Saturday, September 5, 2015

The Frontex Solution?

Back around eleven years ago (2004)....the EU got around to a problem and used a joint commission to create Frontex.  Frontex was a EU agency that would take on assigned tasks and use EU rules....not individual country rules....to handle human trafficking and terrorists operations within the EU.  To some degree, they had the minor task of handling immigration....mostly just the paperwork involved.

According to the London Telegraph this morning....the Brits and the EU have this idea of pushing Frontex up to the major problem of handling all of the refugees and immigration.  The idea being pushed politically....is that one single agency would take over the border episode and there would be one single border within Europe (a shocking suggestion if you think about it).  Frontex would have the sole responsibility of enforcing that border.  Just the sheer number of employees required for the job....would probably get into the tens of thousands.

Added to the new job....Frontex would be given a list of favored and unfavored countries.....thus being the approval or disapproval process "king".  If you met condition A and B, then you got asylum or immigration status.  But, somewhere in this process.....all of the twenty-eight countries in the EU would agree to accept a percentage of refugees.  So if Frontex send four-hundred Syrians to Belgium....they'd have to accept it.  The four-hundred Syrians?  Well, that's a curious thing.....if they preferred Germany, and didn't want Belgium.  Presently....most all Syrians prefer Germany over the other 27 EU members.  

A trouble-some agency job?  Yeah.

The odds of Frontex getting approved for the border job and the handling of refugees (top to bottom)?  I'd say zero chance.  Around a dozen EU countries are concerned over the border issue, and they aren't about to hand this function over to some outsider to arrange.  Where is the control and where are the concerns of the citizens of that country?  Non-existent.....it would all lead back to Brussels and the EU headquarters.

Being forced to handle incoming refugees?  That's a whole different problem and I could see more than twenty EU members saying that they won't participate in a Frontex gimmick solution.  

The Telegraph indicates that discussions will start up in a matter of a week or two at Brussels over this enlarged mission for Frontex......slightly ahead of the mid-October ten-point discussion that Germany intends to push for major changes in the EU structure over immigration and refugees. If Frontex doesn't get some 'lift'.....the potential for failure over the ten points increases.

The one plus if Frontex did take over the bureaucratic approval/disapproval process?  Frontex would hire several thousand new employees....passing the bill to the EU....and speed the process of approval/disapproval from weeks or months....down to a matter of days.  Under a Frontex management scheme....you could get picked up on a Friday and probably have your application stamped final within a week or two.  If disapproved, I could see Frontex having you on a bus within ten days and going back to your homeland.  That by itself.....might be a major improvement.

So, when you hear about the Frontex idea within the new expanding mission....the gimmick is simply to contract out a difficult service to people with simplified priorities and no political interest.  In a perfect world....it might be the best answer.  But the EU isn't that perfect world.

Added note: if you were curious.....there's presently only around 300-to-350 employees of Frontex.  Just to take over the immigration handling part of this....they'd have to hire a minimum of 3,000 employees (my best guess), to reach stage one of this episode.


• [YOUR INSTRUCTIONS] In the listing below, locate the lines that hold the string "square". Copy those lines.

• [PROVIDED MATERIAL]

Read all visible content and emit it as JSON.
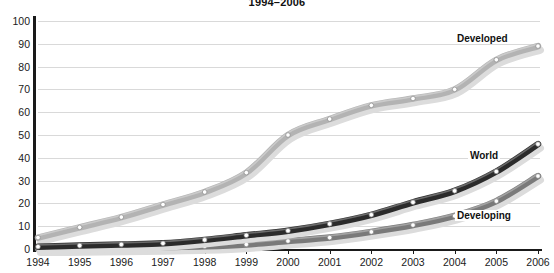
{
  "chart_title": "1994–2006",
  "axis": {
    "y_ticks": [
      0,
      10,
      20,
      30,
      40,
      50,
      60,
      70,
      80,
      90,
      100
    ],
    "x_ticks": [
      "1994",
      "1995",
      "1996",
      "1997",
      "1998",
      "1999",
      "2000",
      "2001",
      "2002",
      "2003",
      "2004",
      "2005",
      "2006"
    ]
  },
  "labels": {
    "developed": "Developed",
    "world": "World",
    "developing": "Developing"
  },
  "colors": {
    "developed": "#b3b3b3",
    "world": "#2b2b2b",
    "developing": "#7a7a7a",
    "grid": "#d9d9d9",
    "axis": "#1a1a1a",
    "marker_fill": "#ffffff"
  },
  "chart_data": {
    "type": "line",
    "title": "1994–2006",
    "xlabel": "",
    "ylabel": "",
    "ylim": [
      0,
      100
    ],
    "grid": true,
    "legend": "inline-end-labels",
    "categories": [
      "1994",
      "1995",
      "1996",
      "1997",
      "1998",
      "1999",
      "2000",
      "2001",
      "2002",
      "2003",
      "2004",
      "2005",
      "2006"
    ],
    "series": [
      {
        "name": "Developed",
        "color": "#b3b3b3",
        "values": [
          5,
          9.5,
          14,
          19.5,
          25,
          33.5,
          50,
          57,
          63,
          66,
          70,
          83,
          89
        ]
      },
      {
        "name": "World",
        "color": "#2b2b2b",
        "values": [
          1,
          1.5,
          2,
          2.5,
          4,
          6,
          8,
          11,
          15,
          20.5,
          25.5,
          34,
          46
        ]
      },
      {
        "name": "Developing",
        "color": "#7a7a7a",
        "values": [
          0.2,
          0.3,
          0.5,
          0.8,
          1.2,
          2,
          3.5,
          5,
          7.5,
          10.5,
          14.5,
          21,
          32
        ]
      }
    ]
  }
}
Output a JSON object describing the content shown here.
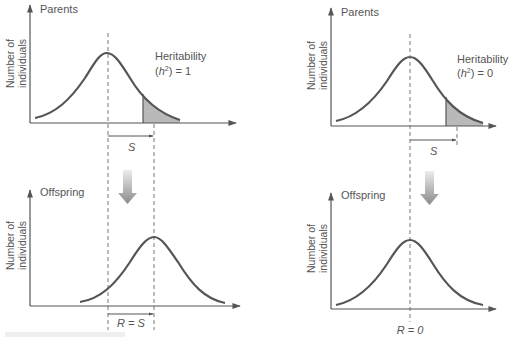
{
  "figure": {
    "colors": {
      "curve": "#555555",
      "axis": "#555555",
      "dashed": "#777777",
      "shade": "#b8b8b8",
      "arrow_top": "#e0e0e0",
      "arrow_bottom": "#8a8a8a",
      "text": "#555555"
    },
    "panels": [
      {
        "id": "high-heritability",
        "parents": {
          "title": "Parents",
          "ylabel_line1": "Number of",
          "ylabel_line2": "individuals",
          "heritability_label": "Heritability",
          "heritability_value_prefix": "(",
          "heritability_symbol": "h",
          "heritability_exp": "2",
          "heritability_value_suffix": ") = 1",
          "selection_label": "S"
        },
        "offspring": {
          "title": "Offspring",
          "ylabel_line1": "Number of",
          "ylabel_line2": "individuals",
          "response_label": "R = S"
        }
      },
      {
        "id": "zero-heritability",
        "parents": {
          "title": "Parents",
          "ylabel_line1": "Number of",
          "ylabel_line2": "individuals",
          "heritability_label": "Heritability",
          "heritability_value_prefix": "(",
          "heritability_symbol": "h",
          "heritability_exp": "2",
          "heritability_value_suffix": ") = 0",
          "selection_label": "S"
        },
        "offspring": {
          "title": "Offspring",
          "ylabel_line1": "Number of",
          "ylabel_line2": "individuals",
          "response_label": "R = 0"
        }
      }
    ]
  }
}
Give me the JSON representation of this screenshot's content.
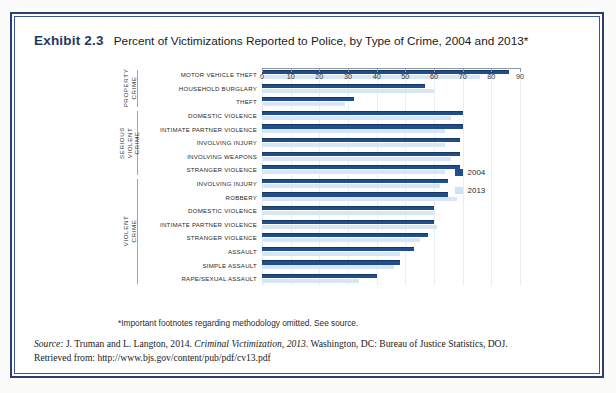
{
  "exhibit": {
    "number": "Exhibit 2.3",
    "title": "Percent of Victimizations Reported to Police, by Type of Crime, 2004 and 2013*"
  },
  "legend": {
    "items": [
      {
        "label": "2004",
        "color": "#1f4e8c"
      },
      {
        "label": "2013",
        "color": "#cfe2f3"
      }
    ]
  },
  "footnote": "*Important footnotes regarding methodology omitted. See source.",
  "source": {
    "label": "Source:",
    "authors": " J. Truman and L. Langton, 2014. ",
    "work": "Criminal Victimization, 2013",
    "publisher": ". Washington, DC: Bureau of Justice Statistics, DOJ.",
    "retrieved": "Retrieved from: http://www.bjs.gov/content/pub/pdf/cv13.pdf"
  },
  "chart_data": {
    "type": "bar",
    "orientation": "horizontal",
    "title": "Percent of Victimizations Reported to Police, by Type of Crime, 2004 and 2013*",
    "xlabel": "",
    "ylabel": "",
    "xlim": [
      0,
      90
    ],
    "xticks": [
      0,
      10,
      20,
      30,
      40,
      50,
      60,
      70,
      80,
      90
    ],
    "grid": false,
    "legend_position": "right",
    "series_names": [
      "2004",
      "2013"
    ],
    "groups": [
      {
        "name": "PROPERTY CRIME",
        "categories": [
          "MOTOR VEHICLE THEFT",
          "HOUSEHOLD BURGLARY",
          "THEFT"
        ],
        "series": [
          {
            "name": "2004",
            "values": [
              86,
              57,
              32
            ]
          },
          {
            "name": "2013",
            "values": [
              76,
              60,
              29
            ]
          }
        ]
      },
      {
        "name": "SERIOUS VIOLENT CRIME",
        "categories": [
          "DOMESTIC VIOLENCE",
          "INTIMATE PARTNER VIOLENCE",
          "INVOLVING INJURY",
          "INVOLVING WEAPONS",
          "STRANGER VIOLENCE"
        ],
        "series": [
          {
            "name": "2004",
            "values": [
              70,
              70,
              69,
              69,
              69
            ]
          },
          {
            "name": "2013",
            "values": [
              66,
              64,
              64,
              66,
              64
            ]
          }
        ]
      },
      {
        "name": "VIOLENT CRIME",
        "categories": [
          "INVOLVING INJURY",
          "ROBBERY",
          "DOMESTIC VIOLENCE",
          "INTIMATE PARTNER VIOLENCE",
          "STRANGER VIOLENCE",
          "ASSAULT",
          "SIMPLE ASSAULT",
          "RAPE/SEXUAL ASSAULT"
        ],
        "series": [
          {
            "name": "2004",
            "values": [
              65,
              65,
              60,
              60,
              58,
              53,
              48,
              40
            ]
          },
          {
            "name": "2013",
            "values": [
              62,
              68,
              60,
              61,
              55,
              48,
              46,
              34
            ]
          }
        ]
      }
    ]
  }
}
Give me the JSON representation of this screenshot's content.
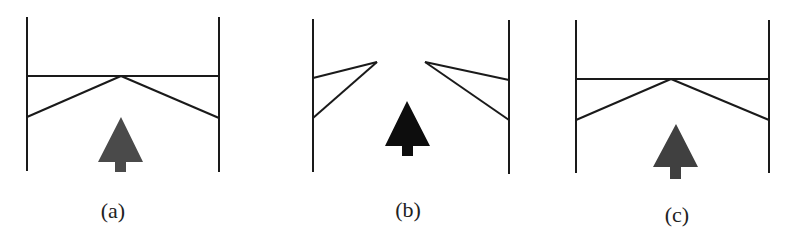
{
  "figure": {
    "colors": {
      "line": "#1a1a1a",
      "arrow_a": "#4a4a4a",
      "arrow_b": "#0d0d0d",
      "arrow_c": "#404040",
      "label": "#222222",
      "background": "#ffffff"
    },
    "panels": [
      {
        "id": "a",
        "label": "(a)",
        "state": "closed gate with V-shaped brace",
        "arrow_icon": "up-arrow"
      },
      {
        "id": "b",
        "label": "(b)",
        "state": "open gate, flaps folded to walls",
        "arrow_icon": "up-arrow"
      },
      {
        "id": "c",
        "label": "(c)",
        "state": "closed gate with V-shaped brace",
        "arrow_icon": "up-arrow"
      }
    ]
  }
}
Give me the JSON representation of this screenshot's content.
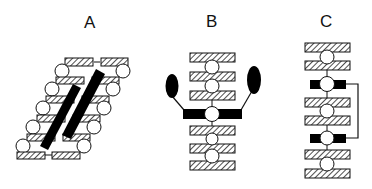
{
  "panels": [
    {
      "id": "A",
      "label": "A",
      "description": "Tilted stack of hatched bars and circles crossed by two diagonal black bars"
    },
    {
      "id": "B",
      "label": "B",
      "description": "Vertical stack of hatched bars and circles with a central black bar bearing two black oval lobes"
    },
    {
      "id": "C",
      "label": "C",
      "description": "Vertical stack of hatched bars and circles with two black bars joined by a right-side connector line"
    }
  ],
  "colors": {
    "outline": "#111111",
    "fill_black": "#000000",
    "background": "#ffffff"
  }
}
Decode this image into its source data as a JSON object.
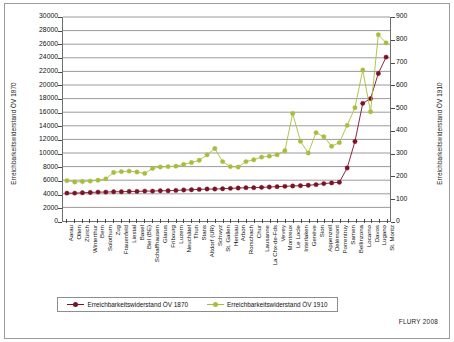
{
  "figure": {
    "credit": "FLURY 2008"
  },
  "legend": {
    "position": "bottom",
    "entries": [
      {
        "label": "Erreichbarkeitswiderstand ÖV 1870",
        "color": "#7B1226"
      },
      {
        "label": "Erreichbarkeitswiderstand ÖV 1910",
        "color": "#A8BD3C"
      }
    ]
  },
  "chart_data": {
    "type": "line",
    "title": "",
    "subtitle": "",
    "xlabel": "",
    "ylabel": "Erreichbarkeitswiderstand ÖV 1870",
    "y2label": "Erreichbarkeitswiderstand ÖV 1910",
    "ylim": [
      0,
      30000
    ],
    "y2lim": [
      0,
      900
    ],
    "yticks": [
      0,
      2000,
      4000,
      6000,
      8000,
      10000,
      12000,
      14000,
      16000,
      18000,
      20000,
      22000,
      24000,
      26000,
      28000,
      30000
    ],
    "y2ticks": [
      0,
      100,
      200,
      300,
      400,
      500,
      600,
      700,
      800,
      900
    ],
    "grid": true,
    "legend_position": "bottom",
    "categories": [
      "Aarau",
      "Olten",
      "Zürich",
      "Winterthur",
      "Bern",
      "Solothurn",
      "Zug",
      "Frauenfeld",
      "Liestal",
      "Basel",
      "Biel (BE)",
      "Schaffhausen",
      "Glarus",
      "Fribourg",
      "Luzern",
      "Neuchâtel",
      "Thun",
      "Stans",
      "Altdorf (UR)",
      "Schwyz",
      "St. Gallen",
      "Herisau",
      "Arbon",
      "Rorschach",
      "Chur",
      "Lausanne",
      "La Chx-de-Fds",
      "Vevey",
      "Montreux",
      "Le Locle",
      "Interlaken",
      "Genève",
      "Sion",
      "Appenzell",
      "Delémont",
      "Porrentruy",
      "Sarnen",
      "Bellinzona",
      "Locarno",
      "Davos",
      "Lugano",
      "St. Moritz"
    ],
    "series": [
      {
        "name": "Erreichbarkeitswiderstand ÖV 1870",
        "color": "#7B1226",
        "axis": "left",
        "values": [
          4100,
          4100,
          4150,
          4200,
          4250,
          4250,
          4300,
          4300,
          4350,
          4350,
          4400,
          4400,
          4450,
          4450,
          4500,
          4550,
          4600,
          4650,
          4700,
          4700,
          4750,
          4800,
          4850,
          4900,
          4900,
          4950,
          5000,
          5050,
          5100,
          5150,
          5200,
          5250,
          5350,
          5500,
          5600,
          5700,
          7800,
          11700,
          17300,
          18000,
          21700,
          24100
        ]
      },
      {
        "name": "Erreichbarkeitswiderstand ÖV 1910",
        "color": "#A8BD3C",
        "axis": "right",
        "values": [
          178,
          172,
          174,
          176,
          180,
          186,
          214,
          218,
          220,
          216,
          210,
          232,
          238,
          240,
          242,
          250,
          258,
          268,
          292,
          320,
          262,
          240,
          238,
          262,
          270,
          282,
          286,
          292,
          310,
          474,
          352,
          300,
          390,
          372,
          330,
          346,
          422,
          500,
          666,
          482,
          822,
          786
        ]
      }
    ]
  }
}
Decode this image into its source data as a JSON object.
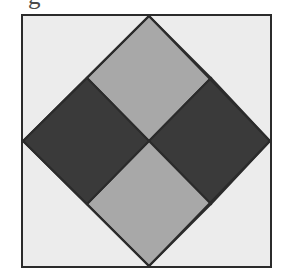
{
  "figure": {
    "caption_fragment": "g",
    "outer_frame": {
      "name": "square plate",
      "fill_color": "#ececec",
      "stroke_color": "#2b2b2b",
      "stroke_width": 2
    },
    "inscribed_diamond": {
      "name": "rotated inscribed square",
      "stroke_color": "#2b2b2b",
      "stroke_width": 2,
      "vertices": [
        {
          "position": "top",
          "x": 128,
          "y": 2
        },
        {
          "position": "right",
          "x": 249,
          "y": 127
        },
        {
          "position": "bottom",
          "x": 128,
          "y": 252
        },
        {
          "position": "left",
          "x": 2,
          "y": 127
        }
      ]
    },
    "quadrants": [
      {
        "name": "top-quadrant",
        "shade": "medium-gray",
        "fill_color": "#a8a8a8"
      },
      {
        "name": "right-quadrant",
        "shade": "dark-gray",
        "fill_color": "#3a3a3a"
      },
      {
        "name": "bottom-quadrant",
        "shade": "medium-gray",
        "fill_color": "#a8a8a8"
      },
      {
        "name": "left-quadrant",
        "shade": "dark-gray",
        "fill_color": "#3a3a3a"
      }
    ],
    "background_corners": {
      "name": "corner triangles",
      "fill_color": "#ececec"
    },
    "center_point": {
      "x": 128,
      "y": 127
    }
  }
}
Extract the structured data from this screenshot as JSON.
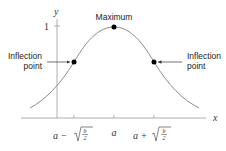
{
  "diagram": {
    "axes": {
      "x_label": "x",
      "y_label": "y",
      "y_tick_label": "1"
    },
    "x_ticks": [
      {
        "id": "left",
        "label_main": "a −",
        "label_sqrt_num": "b",
        "label_sqrt_den": "2"
      },
      {
        "id": "center",
        "label_main": "a"
      },
      {
        "id": "right",
        "label_main": "a +",
        "label_sqrt_num": "b",
        "label_sqrt_den": "2"
      }
    ],
    "annotations": {
      "maximum": "Maximum",
      "left_inflection_line1": "Inflection",
      "left_inflection_line2": "point",
      "right_inflection_line1": "Inflection",
      "right_inflection_line2": "point"
    },
    "colors": {
      "curve": "#8a8a8a",
      "axis": "#9a9a9a",
      "points": "#000000",
      "text": "#222222"
    }
  }
}
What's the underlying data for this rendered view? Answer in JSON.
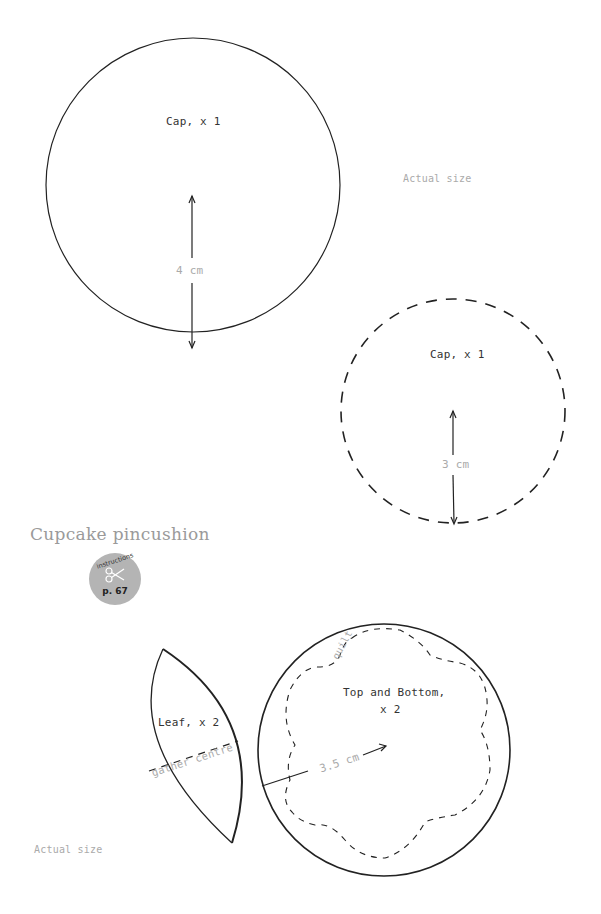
{
  "page": {
    "section_title": "Cupcake pincushion",
    "instructions_badge": {
      "label": "instructions",
      "page_ref": "p. 67",
      "icon": "scissors-icon",
      "color": "#b4b4b4"
    }
  },
  "patterns": {
    "cap_large": {
      "label": "Cap, x 1",
      "radius_label": "4 cm",
      "outline": "solid"
    },
    "cap_small": {
      "label": "Cap, x 1",
      "radius_label": "3 cm",
      "outline": "dashed"
    },
    "leaf": {
      "label": "Leaf, x 2",
      "gather_label": "gather centre"
    },
    "top_bottom": {
      "label_line1": "Top and Bottom,",
      "label_line2": "x 2",
      "radius_label": "3.5 cm",
      "quilt_label": "quilt"
    }
  },
  "notes": {
    "actual_size_top": "Actual size",
    "actual_size_bottom": "Actual size"
  },
  "colors": {
    "line": "#222222",
    "light_text": "#aaaaaa",
    "title_text": "#9a9a9a"
  }
}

• [REPLY]
      "name": "square plate",
      "name": "rotated inscribed square",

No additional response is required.